Saturday, January 14, 2012

When Richard Lugar Left Indiana

Richard Lugar defeated former Sen. Vance Hartke for re-election in the 1976 general election, winning 59% of the vote. About six months after taking office as Indiana's junior senator, Lugar and his wife Charlene sold their family home at 3200 Highwoods Court in Indianapolis to David and Sandra Gootee on July 6, 1977 and ceased to be residents of the state of Indiana. The Lugars made 7841 Old Dominion Road in McLean, Virginia as their new home not far from the nation's capital. Sandra Gootee spoke to certified fraud examiner Greg Wright on the telephone today about the home she and her husband purchased from the Lugars nearly 35 years ago.
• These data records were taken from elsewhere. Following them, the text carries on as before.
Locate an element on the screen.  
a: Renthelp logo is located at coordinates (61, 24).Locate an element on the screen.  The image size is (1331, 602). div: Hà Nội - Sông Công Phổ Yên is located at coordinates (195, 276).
David Gootee, who is suffering from brain cancer, was unable to talk to Wright. Sandra told Wright she and her husband learned the Lugars' home was for sale through a local real estate agent. When the Gootees closed on the purchase of their new home, only Charlene was present. Sandra recalled Charlene, who she described as "a nice enough person," insisting that a storage barn located on the property was not included with the sale. The Gootees were assured it would be removed a short time after the sale. Sandra indicated disappointment that the Lugars waited a few years before they got around to removing the storage barn.
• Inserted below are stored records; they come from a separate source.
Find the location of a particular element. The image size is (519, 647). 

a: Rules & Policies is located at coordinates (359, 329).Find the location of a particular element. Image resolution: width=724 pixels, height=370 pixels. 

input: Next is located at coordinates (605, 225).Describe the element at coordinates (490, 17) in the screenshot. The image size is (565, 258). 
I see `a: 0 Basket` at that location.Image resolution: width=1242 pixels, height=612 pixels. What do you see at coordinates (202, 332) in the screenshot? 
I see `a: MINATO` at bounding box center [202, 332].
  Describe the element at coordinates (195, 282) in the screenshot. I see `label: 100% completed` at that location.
The Gootees owned the former Lugar home on Highwoods Court until they sold it to David and Elizabeth Hughes in 1989. Sandra told Wright the Lugars retained no ownership interest in the property and did not rent any part of the home from the Gootees. When Wright told Sandra that the Lugars still voted, registered their vehicles and had Indiana-issued driver's licenses listing the 3200 Highwoods Court address as their residence, she was surprised. "I do not think that is right," she told Wright. Sandra described herself as politically "conservative", but she believed it was improper for the Lugars to claim as a residence a home they haven't owned since 1977.

Indiana's Secretary of State, Charlie White, has been declared by Marion Co. Circuit Court Judge Louis Rosenberg to be ineligible to run for the office to which he was elected in a landslide election in the 2010 general election because he allegedly "illegally" used his ex-wife's home where he formally lived as his registered voting address for a short period of time when he was nominated by the Republican Party as its candidate for secretary of state. A special prosecutor has charged him with seven felony counts, including vote fraud, marriage application fraud, mortgage fraud and theft because he claimed his ex-wife's home as his residence while serving on the Fishers Town Council. White could lose his job, face jail time and be stripped of his license to practice law if he's found guilty. Sen. Lugar and his wife, however, have been allowed to cast votes, register their vehicles and obtain driver's licenses while claiming a residence at which they haven't resided in 35 years. He is seeking re-election this year to an unprecedented seventh term. What's wrong with this picture?